Siemens is accelerating development of defect detection models with 3D synthetic data generation from NVIDIA Omniverse, one of the results from the extended partnership for the industrial metaverse that aims to advance digital twins.
The Siemens Xcelerator and NVIDIA Omniverse platforms are enabling full-design-fidelity, live digital twins that connect software-defined AI systems from edge to cloud.
Siemens has begun tapping into NVIDIA Omniverse Replicator running on Amazon G5 instances for synthetic data generation, accelerating its AI model development times from taking “months” to “days,” according to the company.
Synthetic data is turbocharging model development. At Siemens, synthetic data generation is being used beyond defect detection to assist in areas including, but not limited to, robotic bin picking, safety monitoring, welding and wiring inspections, and checking kits of parts.
“The better the synthetic data you have, the less real data you need—obtaining real data is a hassle, so you want to reduce that as much as possible without sacrificing accuracy,” says Alex Greenberg, director of advanced robotics simulation at Siemens Digital Industries Software.
The Siemens Motion Control Business Unit produces inverters, drive controllers and motors for more than 30,000 customers worldwide. The lead electronics plant, GWE, based in Erlangen, Germany, has been working on AI-enabled computer vision for defect detection using custom methods and different modes of synthetic data generation.
GWE worked with the Siemens’ Digital Industries Software division to find a better way to produce datasets.
“For many industrial use cases, products are changing rapidly. Materials are changing rapidly. It needs to be automated in a fast way and without a lot of know-how from the endpoint engineer,” says Zac Mann, advanced robotics simulation lead at Siemens Digital Industries Software.
The challenge at GWE is to catch defects early in the ramp-up of new products and production lines.
One area of focus for defects in a printed circuit board (PCB) is examining the thermal paste that’s applied to some components on the PCB to help transfer heat quickly to the attached heatsink, away from the components.
To catch PCB defects, the Siemens Digital Industries Software team relied on synthetic data driven by Omniverse Replicator.
With Omniverse, a platform for building custom 3D pipelines and simulating virtual worlds, Siemens can generate scenarios and more realistic images easily, aided with RTX technology-enabled physics-based rendering and materials.
This enables Siemens to move more quickly and smoothly at developing to close the gap from simulation to reality, says Mann.
“Using Omniverse Replicator and Siemens SynthAI technology, we can procedurally generate sets of photorealistic images using the digital models of our products and production resources and an integrated training pipeline to train ready-to-use models. This speeds up our set-up time for AI inspection models by a factor of five and increases their robustness massively,” says Maximilian Metzner, global lead for autonomous manufacturing systems for electronics at GWE.
GWE engineers can now take a 3D CAD model of the PCB and import that into Siemens’ SynthAI tool.
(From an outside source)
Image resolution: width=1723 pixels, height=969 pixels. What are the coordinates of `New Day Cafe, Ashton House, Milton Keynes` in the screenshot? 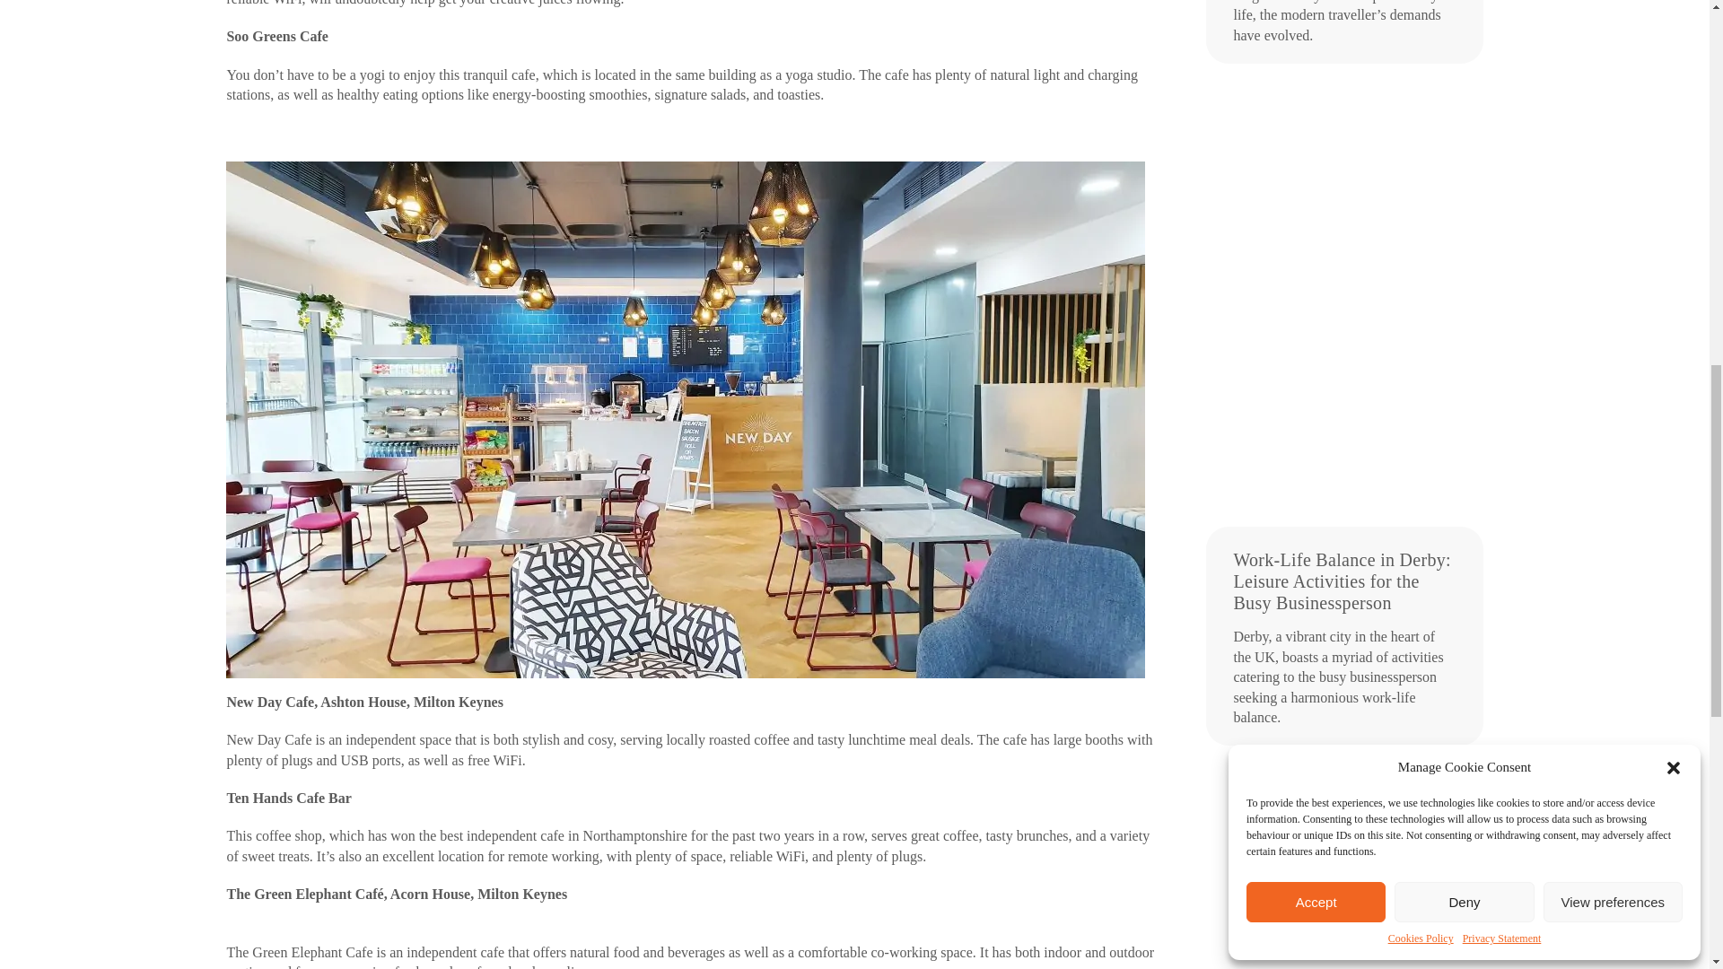 It's located at (364, 702).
SynthAI is designed to build data sets for training AI models.
Tapping into Replicator, SynthAI can access its randomization features to vary the sizes and locations of defects, change lighting, color and texture to develop a dataset.
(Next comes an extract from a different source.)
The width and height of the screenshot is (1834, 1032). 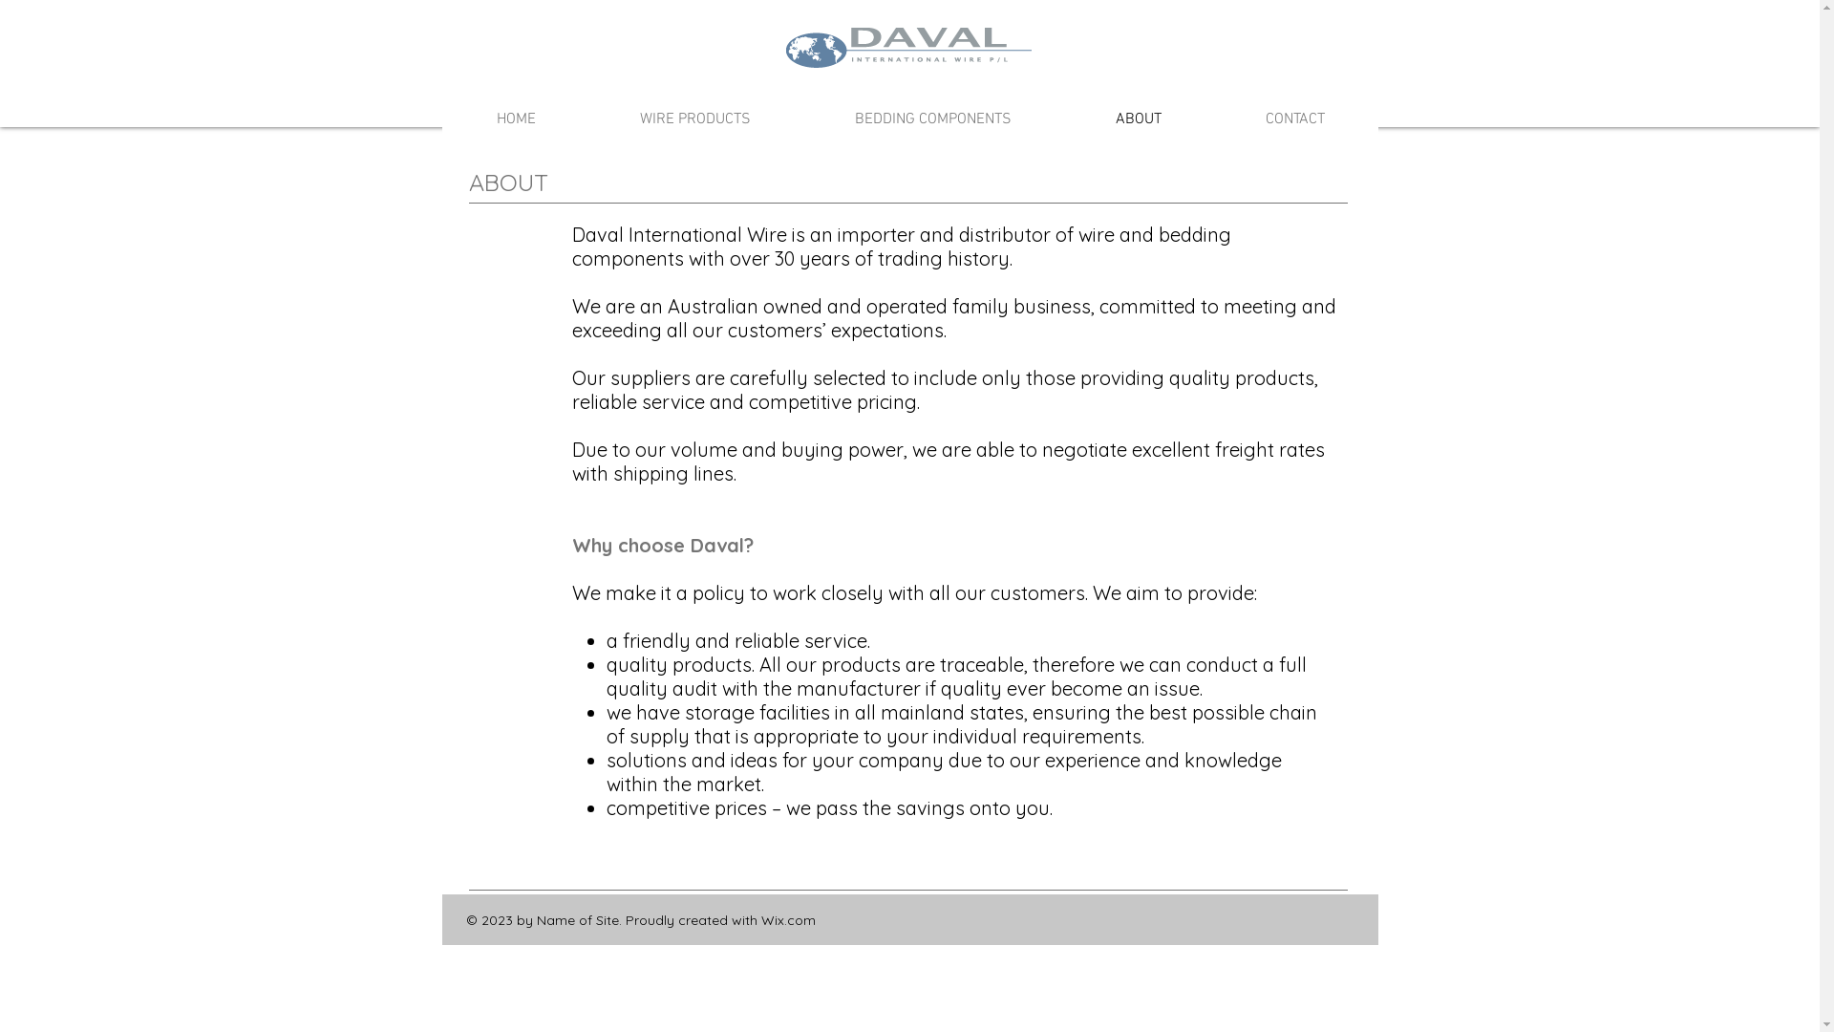 I want to click on WIRE PRODUCTS, so click(x=695, y=119).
Once data is generated with Replicator, it can be run through a defect detection model for initial training. This enables GWE engineers to quickly test and iterate on models.
Click here to get started using NVIDIA Omniverse Replicator.
Sources: Press materials received from the company and additional information gleaned from the company’s website.


Since its founding in 1993, NVIDIA (NASDAQ: NVDA) has been a pioneer in accelerated computing. The company’s invention of the GPU in 1999 sparked the growth of the PC gaming market, redefined computer graphics, ignited the era of modern AI and…
Cut Retrieval-Augmented Generation (RAG) Hallucinations by 50%
Most teams hit the same wall with enterprise AI: LLMs that hallucinate, pipelines that don’t scale, and infrastructure that’s harder to design than the models themselves.
DE's editors contribute news and new product announcements to Digital Engineering. Press releases may be sent to them via [email protected].
Follow DE
Join over 90,000 engineering professionals who get fresh engineering news as soon as it is published.